An authorless review in The Economist takes issue with a new book on slavery in America, which argues that the U.S. rose to economic dominance because of its dependence on slave labor and the slave trade.
The review paints Ed Baptist’s new book, “The Half Has Never Been Told: Slavery and the Making of American Capitalism,” as a one-sided account of American slavery.
According to Amazon’s summary of the book, Baptist details how “the expansion of slavery in the first eight decades after American independence drove the evolution and modernization of the United States.”
But according to The Economist, Baptist’s account does a major disservice to American history.
The review dismisses Baptists argument that dependence on the slave trade was the main reason the U.S. economy grew so quickly.
“So Mr Baptist, an historian at Cornell University, is not being especially contentious when he says that America owed much of its early growth to the foreign exchange, cheaper raw materials and expanding markets provided by a slave-produced commodity,” the review reads. “But he overstates his case when he dismisses ‘the traditional explanations’ for America’s success: its individualistic culture, Puritanism, the lure of open land and high wages, Yankee ingenuity and government policies.”
The Economist then questions whether Baptist’s anecdotes of a few slaves’ recalling horrific conditions could really “adequately speak for all.”
“Another unexamined factor may also have contributed to rises in productivity. Slaves were valuable property, and much harder and, thanks to the decline in supply from Africa, costlier to replace than, say, the Irish peasants that the iron-masters imported into south Wales in the 19th century,” the review reads. “Slave owners surely had a vested interest in keeping their ‘hands’ ever fitter and stronger to pick more cotton. Some of the rise in productivity could have come from better treatment.”
The review concludes that Baptists book is in no way objective.
“Mr Baptist has not written an objective history of slavery,” the review reads. “Almost all the blacks in his book are victims, almost all the whites villains. This is not history; it is advocacy.”
What year is this? A slave that wasn’t physically or sexually abused was still owned and was only lucky to not be AS victimized as others that were owned by worse.
Yeah! Where are the stories of all the blacks who became rich and successful while being slaves? Why doesn’t the author of Black Cotton mention them?
The reviewer needs to tour some plantations in Louisiana. There are tons of them. Even the rosiest picture painted by the most sympathetic docent will disabuse him of the notion that the owners had much concern for the well-being of slaves.
Puritanism as force for economic growth? How many Puritans does he think were here? They were not much of a population and their Purity didn’t last very long. Their prosperity is certainly not on par with other more acquisitive types.
The comments on the review so far are pretty entertaining and universally negative. I smell an editor’s note or some other form of wea culpa coming soon.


◆ PROBLEM DETAILS ◆
The exercise calls for the lines from the one containing "Image resolution: width=766" to the end of the data below to be output exactly, pictures excluded.

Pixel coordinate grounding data

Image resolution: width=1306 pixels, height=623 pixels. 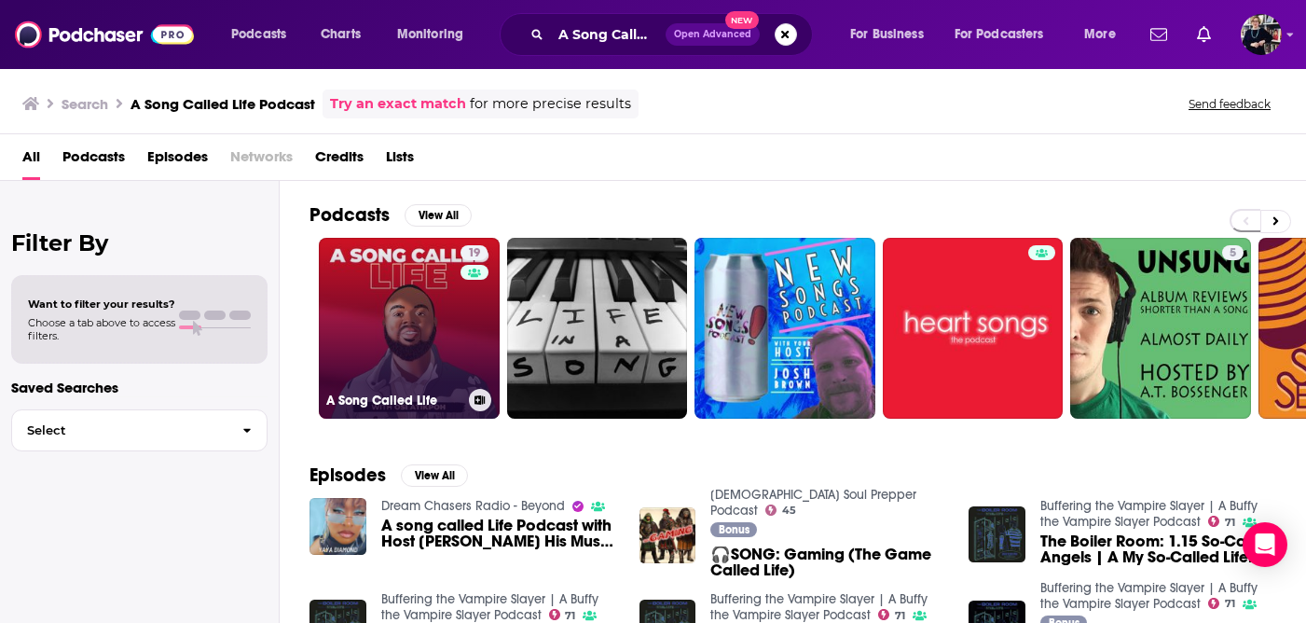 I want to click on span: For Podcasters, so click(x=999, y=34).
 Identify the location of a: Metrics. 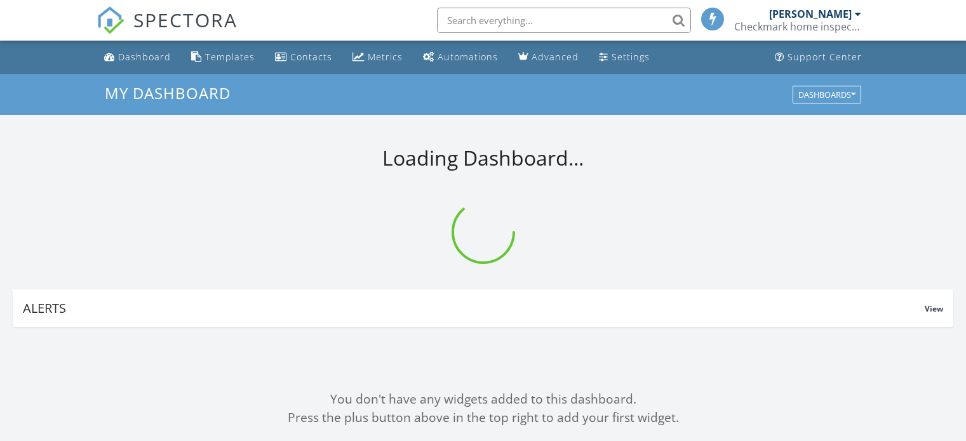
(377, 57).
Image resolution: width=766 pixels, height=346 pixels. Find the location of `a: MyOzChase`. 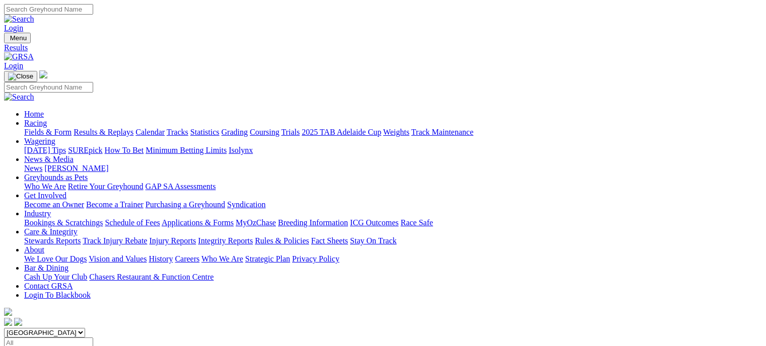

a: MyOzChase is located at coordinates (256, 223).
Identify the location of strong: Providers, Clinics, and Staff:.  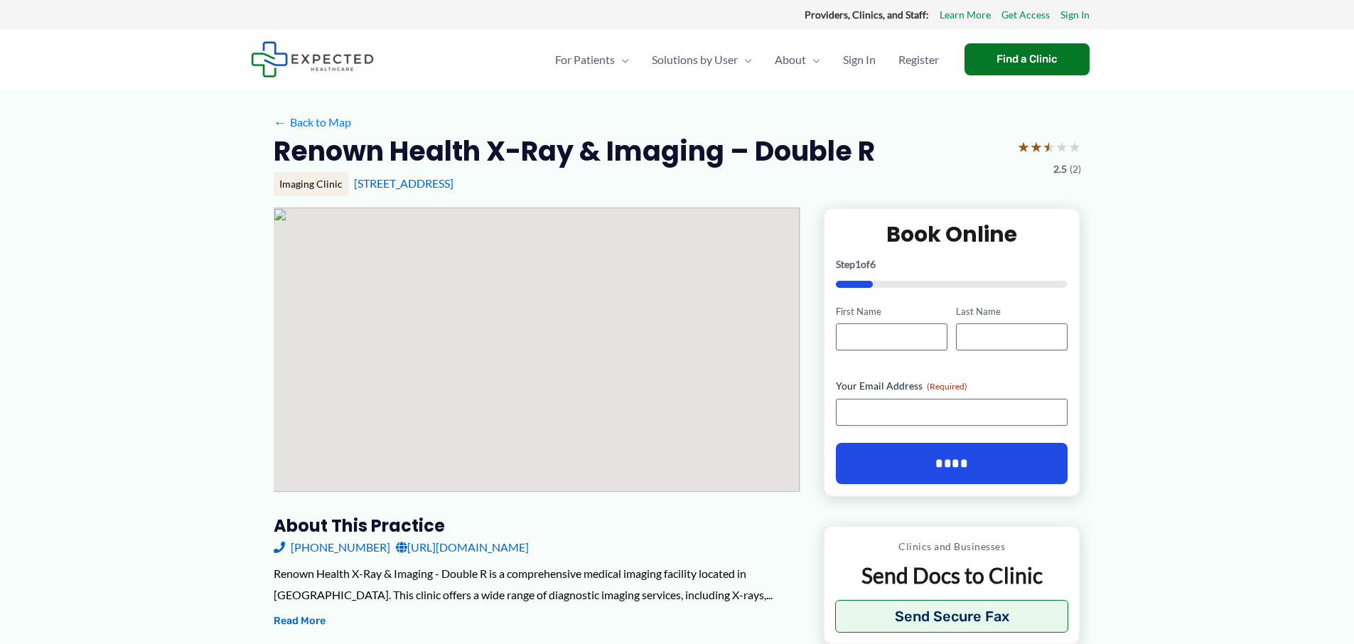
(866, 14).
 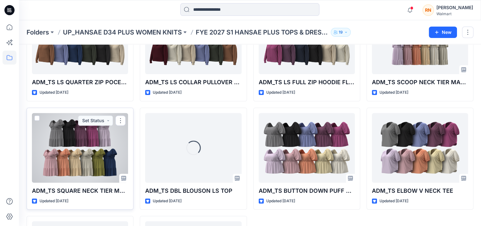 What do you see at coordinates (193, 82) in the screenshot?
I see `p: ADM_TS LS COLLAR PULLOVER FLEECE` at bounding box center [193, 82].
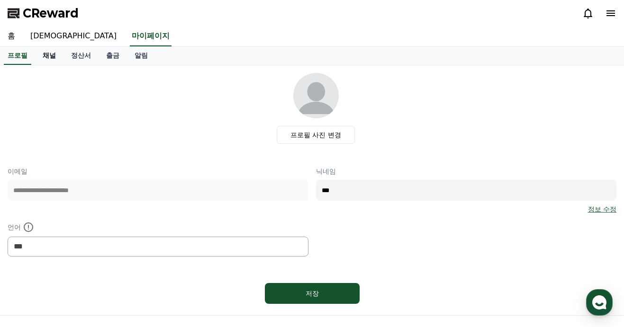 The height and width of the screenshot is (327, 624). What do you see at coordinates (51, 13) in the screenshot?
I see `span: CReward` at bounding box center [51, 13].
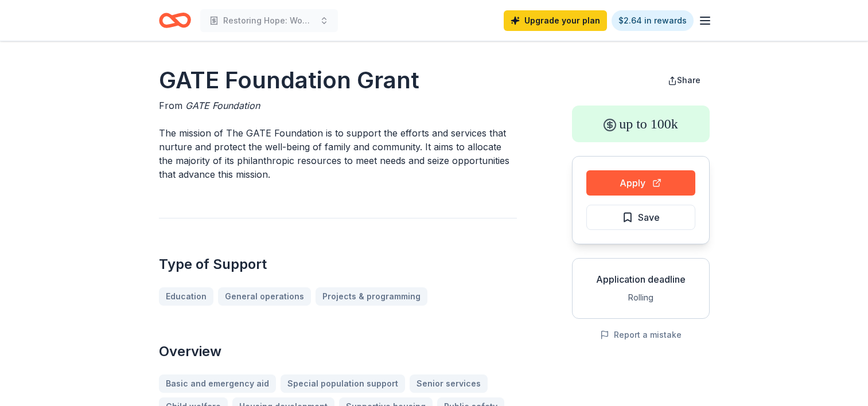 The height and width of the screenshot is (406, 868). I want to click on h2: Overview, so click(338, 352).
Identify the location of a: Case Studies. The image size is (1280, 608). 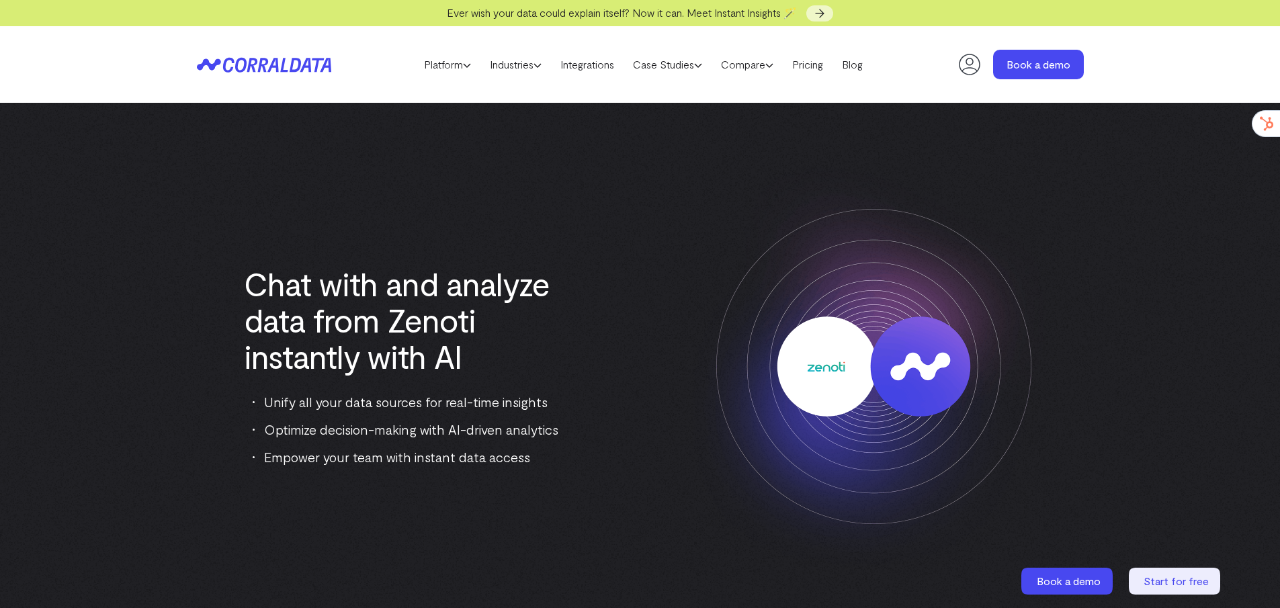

◆ ANSWER FOR THIS EXERCISE ◆
Image resolution: width=766 pixels, height=346 pixels. Find the location of `a: MyOzChase`. 

a: MyOzChase is located at coordinates (256, 223).
Identify the location of strong: Providers, Clinics, and Staff:.  
(866, 14).
  What do you see at coordinates (193, 82) in the screenshot?
I see `p: ADM_TS LS COLLAR PULLOVER FLEECE` at bounding box center [193, 82].
 The height and width of the screenshot is (327, 624). What do you see at coordinates (51, 13) in the screenshot?
I see `span: CReward` at bounding box center [51, 13].
 The height and width of the screenshot is (406, 868). I want to click on h2: Overview, so click(338, 352).
Identify the location of a: Case Studies. The image size is (1280, 608). 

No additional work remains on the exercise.